Dale News August 1, 1980: Creeping Menace Planted as Miracle Vine

0
813

What grows a mile-a-minute, is able to leap up an empty house in a single summer, and is nearly indestructible? Look! Up in the Trees! It’s kudzu!

Kudzu? That’s right. Kudzu is an exotic vine with a broad three-pointed leafing woody stem which was imported to the U.S. from Asia, according to the current issue of Ranger Rick’s Nature Magazine. And while many Southerners call it the mile-a-minute vine, it doesn’t grow quite that fast. Actually, “at most, a stem can grow about one foot per day,” says the National Wildlife Federation’s mostly publication for children.

Once kudzu starts to grow, it doesn’t want to stop. The vine has engulfed much of the South, where long growing seasons and abundant precipitation are to its liking. Now it’s spreading northward into Kentucky, Virginia and Maryland, and westward into Texas and Oklahoma.

The plant begins growing in the early Spring with its green tendrils radiating from its tap roots. It produces great quantities of foliage and, by late summer, clusters of fragrant purple flowers. Its tendrils can grow 60 feats in a season, often climbing vertical obstacles as high as 40 feet.

“Americans first saw kudzu at the Japanese exhibit during the U.S. centennial celebration in 1876,” reports Ranger Rick. “They liked the way it looked, so they began to plant the vine to shade their porches.” By the early 1900’s farmers found that Kudzu was inexpensive forage for livestock.

During the Great Depression, it was discovered that the vine’s deep roots, dense foliage, and rapid growth, along with its contribution of nitrogen to the soil, provided ground cover to stabilize road banks and rejuvenate nitrogen deficient soil. Some southerners called it the “miracle vine.”

Asians have always put Kudzu to good use. In Japan the vines are used to make cloth, baskets, paper and hay is made up of the leaves. The Chinese grind up the vines to make a popular kind of flour.

For most Americans, however, Kudzu has lost its charm. Farmers have found that as forage, it is easily overgrazed, and much of the vine is woody stem, useless as hay. It also invades pastures and crowds out crops. An estimated one million acres or more of southern farm, forest and pasture land are now covered by kudzu.

The vine isn’t popular with foresters, either, since it engulfs all vegetation in its path, killing both large trees and saplings. “Telephone companies don’t like the way it sometimes pulls down their poles with its heavy, grasping vines,” says Ranger Rick.

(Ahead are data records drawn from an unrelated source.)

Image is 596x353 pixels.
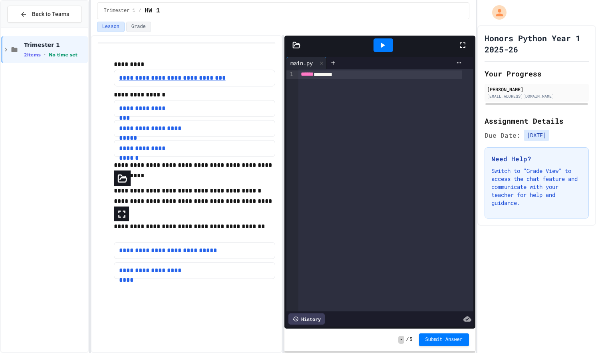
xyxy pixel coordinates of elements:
button: Submit Answer [419,333,470,346]
div: [PERSON_NAME] [487,86,587,93]
h1: Honors Python Year 1 2025-26 [485,32,589,55]
span: • [44,52,46,58]
span: 2 items [24,52,41,58]
span: Submit Answer [426,336,463,343]
span: Trimester 1 [24,41,87,48]
span: - [398,335,404,343]
div: My Account [484,3,509,22]
p: Switch to "Grade View" to access the chat feature and communicate with your teacher for help and ... [492,167,582,207]
button: Back to Teams [7,6,82,23]
div: main.py [287,59,317,67]
h2: Assignment Details [485,115,589,126]
span: Back to Teams [32,10,69,18]
span: / [406,336,409,343]
h3: Need Help? [492,154,582,163]
span: HW 1 [145,6,160,16]
h2: Your Progress [485,68,589,79]
div: History [289,313,325,324]
div: 1 [287,70,295,79]
span: 5 [410,336,412,343]
span: Trimester 1 [104,8,135,14]
div: [EMAIL_ADDRESS][DOMAIN_NAME] [487,93,587,99]
button: Lesson [97,22,125,32]
span: / [139,8,141,14]
span: [DATE] [524,129,550,141]
span: Due Date: [485,130,521,140]
span: No time set [49,52,78,58]
div: main.py [287,57,327,69]
button: Grade [126,22,151,32]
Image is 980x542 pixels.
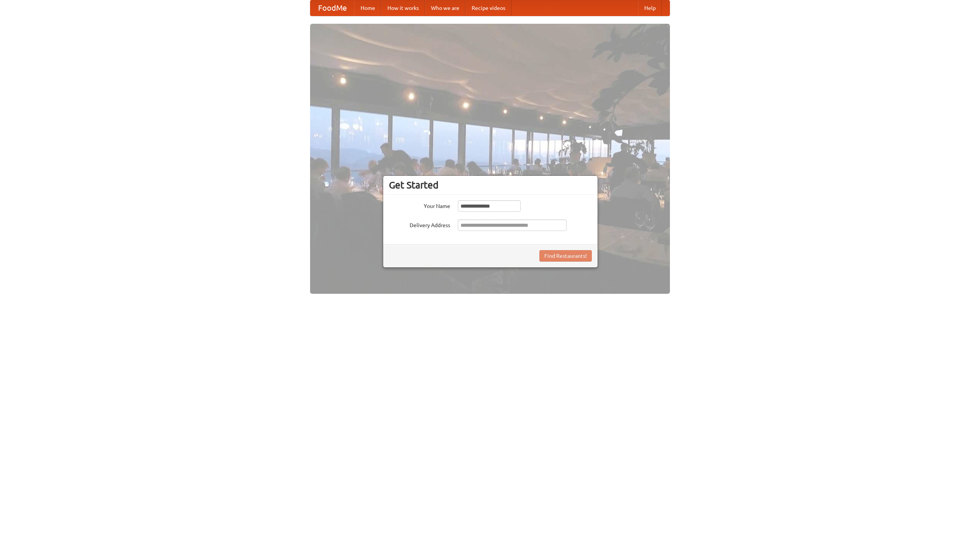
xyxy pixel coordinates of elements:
a: Home [355,0,381,15]
a: Who we are [425,0,465,15]
label: Your Name [388,200,450,210]
label: Delivery Address [388,219,450,229]
a: FoodMe [310,0,355,15]
a: Recipe videos [465,0,511,15]
a: Help [638,0,662,15]
button: Find Restaurants! [539,250,592,261]
a: How it works [381,0,425,15]
h3: Get Started [388,179,592,190]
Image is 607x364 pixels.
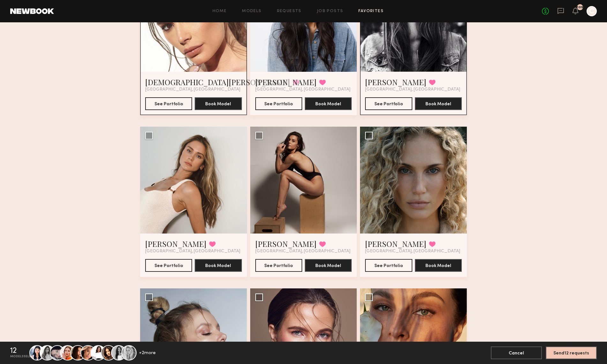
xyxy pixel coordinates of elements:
[146,77,290,87] a: [DEMOGRAPHIC_DATA][PERSON_NAME]
[255,259,303,272] button: See Portfolio
[304,263,352,269] a: Book Model
[304,259,352,272] button: Book Model
[146,239,206,249] a: [PERSON_NAME]
[146,97,192,110] button: See Portfolio
[255,249,351,254] span: [GEOGRAPHIC_DATA], [GEOGRAPHIC_DATA]
[415,259,462,272] button: Book Model
[365,239,426,249] a: [PERSON_NAME]
[195,97,242,110] button: Book Model
[255,87,351,93] span: [GEOGRAPHIC_DATA], [GEOGRAPHIC_DATA]
[304,101,352,106] a: Book Model
[587,6,597,16] a: C
[139,351,156,355] div: + 2 more
[358,9,384,13] a: Favorites
[415,101,462,106] a: Book Model
[365,87,460,93] span: [GEOGRAPHIC_DATA], [GEOGRAPHIC_DATA]
[365,259,412,272] button: See Portfolio
[10,347,17,355] div: 12
[255,77,317,87] a: [PERSON_NAME]
[577,6,583,9] div: 109
[146,249,240,254] span: [GEOGRAPHIC_DATA], [GEOGRAPHIC_DATA]
[365,249,460,254] span: [GEOGRAPHIC_DATA], [GEOGRAPHIC_DATA]
[195,259,242,272] button: Book Model
[255,97,303,110] button: See Portfolio
[146,87,240,93] span: [GEOGRAPHIC_DATA], [GEOGRAPHIC_DATA]
[146,259,192,272] button: See Portfolio
[415,263,462,269] a: Book Model
[365,77,426,87] a: [PERSON_NAME]
[10,355,40,359] div: models selected
[277,9,302,13] a: Requests
[317,9,343,13] a: Job Posts
[365,97,412,110] button: See Portfolio
[195,263,242,269] a: Book Model
[242,9,262,13] a: Models
[195,101,242,106] a: Book Model
[213,9,227,13] a: Home
[255,239,317,249] a: [PERSON_NAME]
[546,347,597,359] button: Send12 requests
[415,97,462,110] button: Book Model
[304,97,352,110] button: Book Model
[491,347,542,359] button: Cancel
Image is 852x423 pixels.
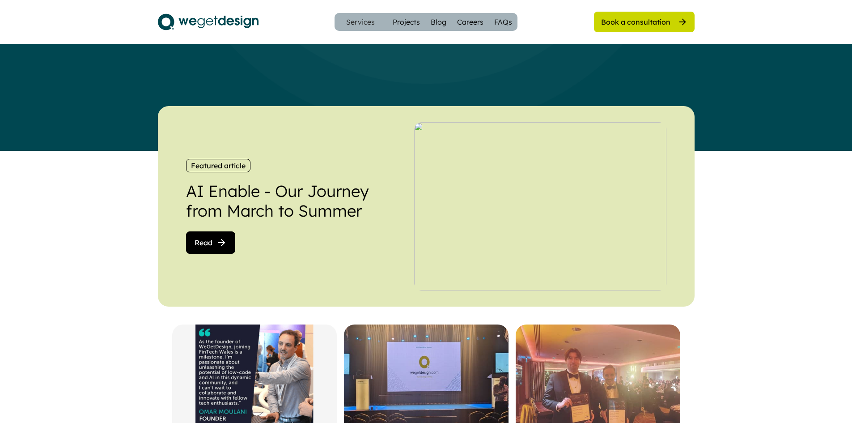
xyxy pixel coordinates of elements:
[186,231,235,254] button: Read
[158,11,259,33] img: logo.svg
[186,159,250,172] button: Featured article
[186,181,396,220] div: AI Enable - Our Journey from March to Summer
[343,18,378,25] div: Services
[195,239,212,246] span: Read
[414,122,666,290] img: c13c6554-9095-4a5a-af24-bfa0b8f59e58.png
[601,17,670,27] div: Book a consultation
[457,17,483,27] a: Careers
[431,17,446,27] a: Blog
[393,17,420,27] a: Projects
[494,17,512,27] a: FAQs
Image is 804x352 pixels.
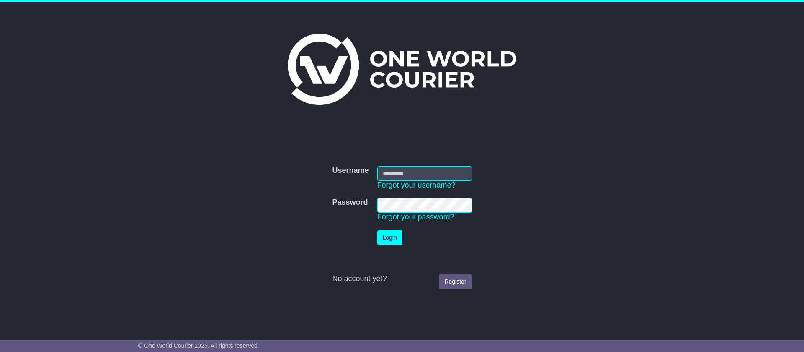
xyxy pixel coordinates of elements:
img: One World [288,34,517,105]
a: Forgot your password? [377,212,455,221]
label: Username [332,166,369,175]
div: No account yet? [332,274,472,283]
a: Forgot your username? [377,181,456,189]
a: Register [439,274,472,289]
label: Password [332,198,368,207]
span: © One World Courier 2025. All rights reserved. [138,342,259,349]
button: Login [377,230,403,245]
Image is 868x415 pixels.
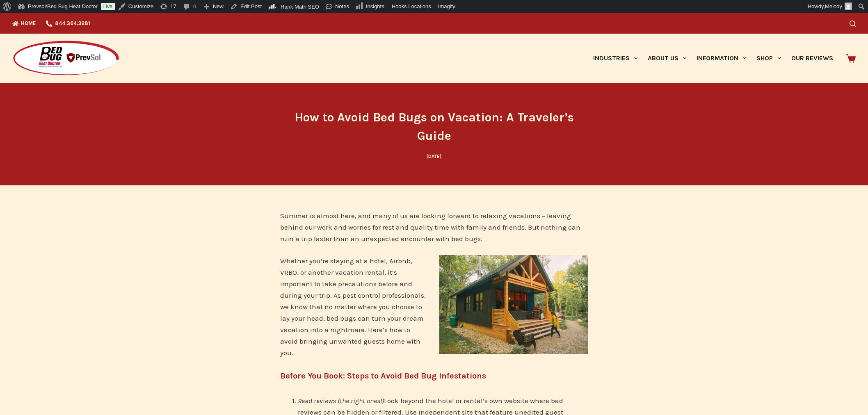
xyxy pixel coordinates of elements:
p: Whether you’re staying at a hotel, Airbnb, VRBO, or another vacation rental, it’s important to ta... [280,255,429,359]
strong: Before You Book: Steps to Avoid Bed Bug Infestations [280,372,486,381]
nav: Top Menu [12,13,95,34]
a: Live [101,3,115,10]
a: Our Reviews [786,34,838,83]
time: [DATE] [426,153,442,159]
a: About Us [642,34,692,83]
a: Shop [752,34,786,83]
a: Information [692,34,752,83]
p: Summer is almost here, and many of us are looking forward to relaxing vacations – leaving behind ... [280,210,588,245]
a: Industries [588,34,642,83]
a: 844.364.3281 [41,13,95,34]
button: Search [849,20,856,27]
img: Prevsol/Bed Bug Heat Doctor [12,40,120,77]
a: Home [12,13,41,34]
em: Read reviews (the right ones!) [298,397,384,405]
h1: How to Avoid Bed Bugs on Vacation: A Traveler’s Guide [280,108,588,145]
nav: Primary [588,34,838,83]
span: Melody [825,3,842,9]
span: Rank Math SEO [281,3,319,10]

So kudzu’s aggressive growing behavior outweighs the positive qualities which caused many southern communities to form “kudzu clubs” and elect “kudzu queens” back in the 40’s. Now the U.S. Department of Agriculture lists the vine as a common weed.
Since the vine has spread so widely in the south, only a massive eradication using chemical herbicides would be effective. Economic and environmental costs make such a campaign unlikely.

So landowners wage their own battles against the “mile-a-minute” vine, remembering that if kudzu I on the loose, you can’t stand in one place for too long.